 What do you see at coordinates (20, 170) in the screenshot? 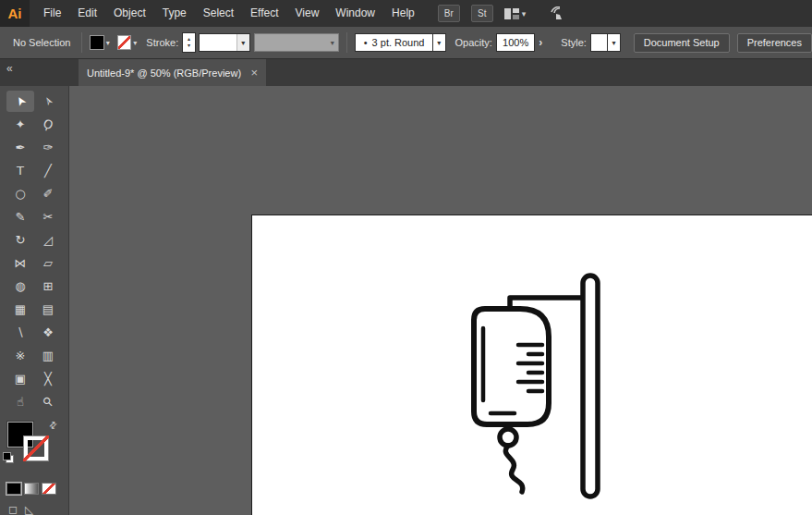
I see `type-tool: T` at bounding box center [20, 170].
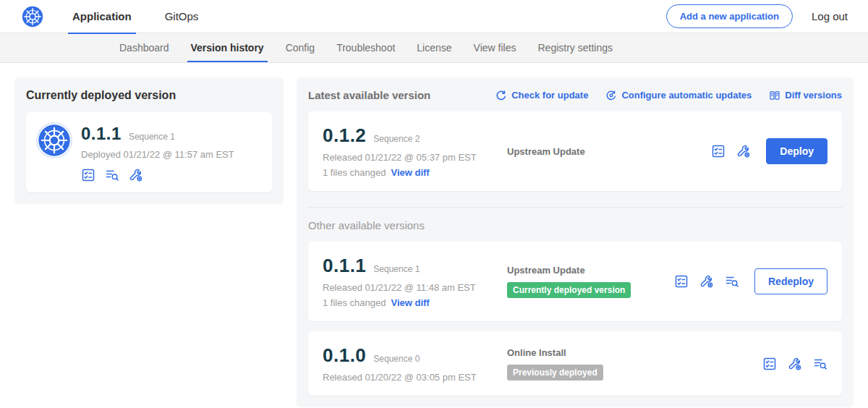 The width and height of the screenshot is (868, 408). I want to click on subnav-item-license: License, so click(434, 48).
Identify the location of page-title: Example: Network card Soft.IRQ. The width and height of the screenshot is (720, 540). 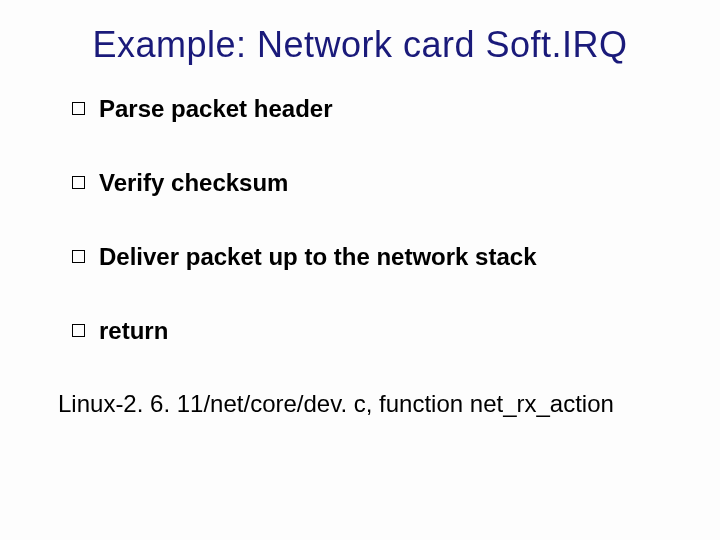
(360, 45).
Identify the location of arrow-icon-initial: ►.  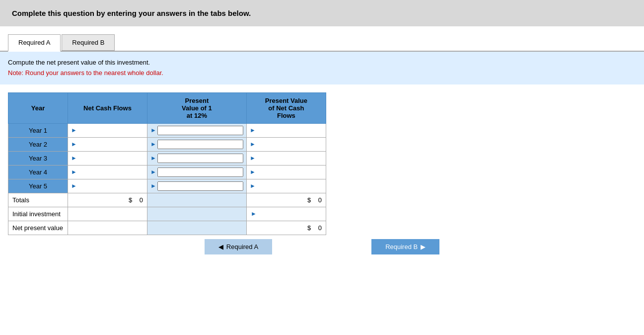
(254, 214).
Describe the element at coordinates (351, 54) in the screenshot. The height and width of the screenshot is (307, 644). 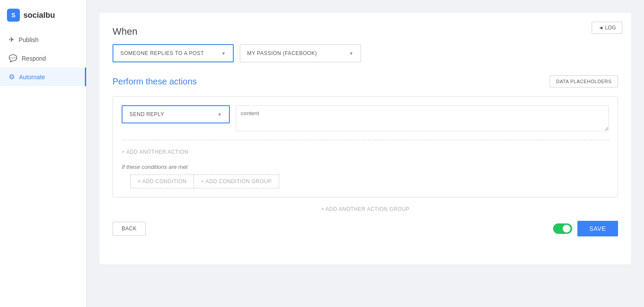
I see `account-dropdown-arrow: ▼` at that location.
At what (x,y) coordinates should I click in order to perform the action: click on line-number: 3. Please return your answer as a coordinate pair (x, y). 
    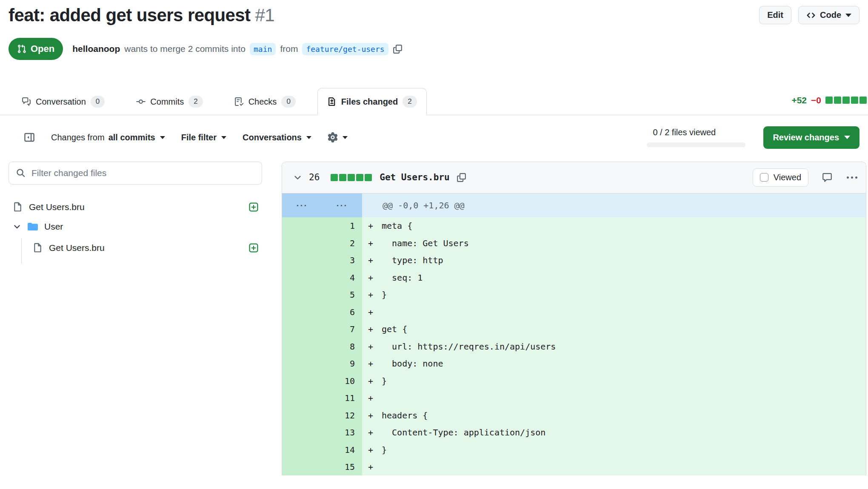
    Looking at the image, I should click on (352, 260).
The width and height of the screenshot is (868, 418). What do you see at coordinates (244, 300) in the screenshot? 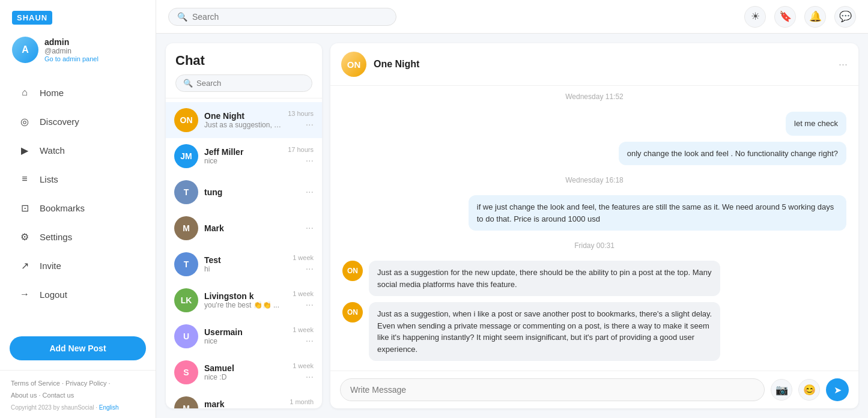
I see `chat-item-livingston-k: LK Livingston k you're the best 👏👏 ... 1…` at bounding box center [244, 300].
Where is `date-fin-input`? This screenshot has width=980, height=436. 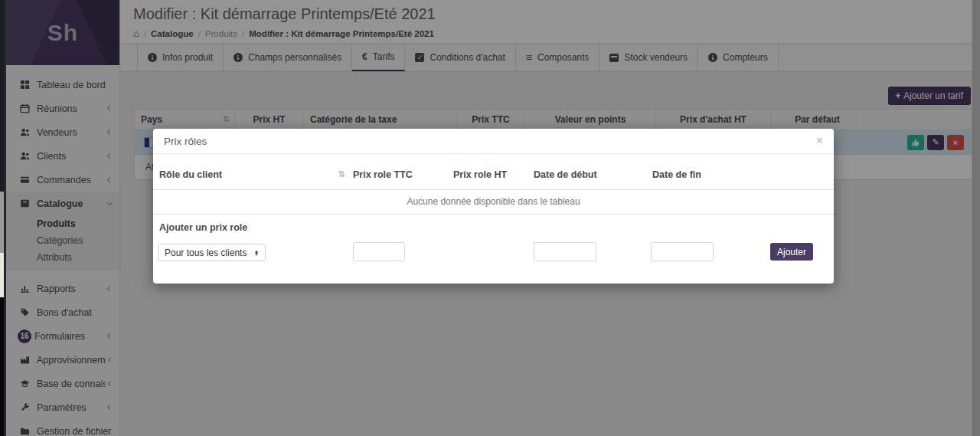
date-fin-input is located at coordinates (682, 251).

EXERCISE PROMPT » From the line containing "has width=980, height=436." down to the last line of the entries above, set down every line exactly. Omit all pictures.

TASK SOLUTION »
Where is `date-fin-input`? This screenshot has width=980, height=436. 
date-fin-input is located at coordinates (682, 251).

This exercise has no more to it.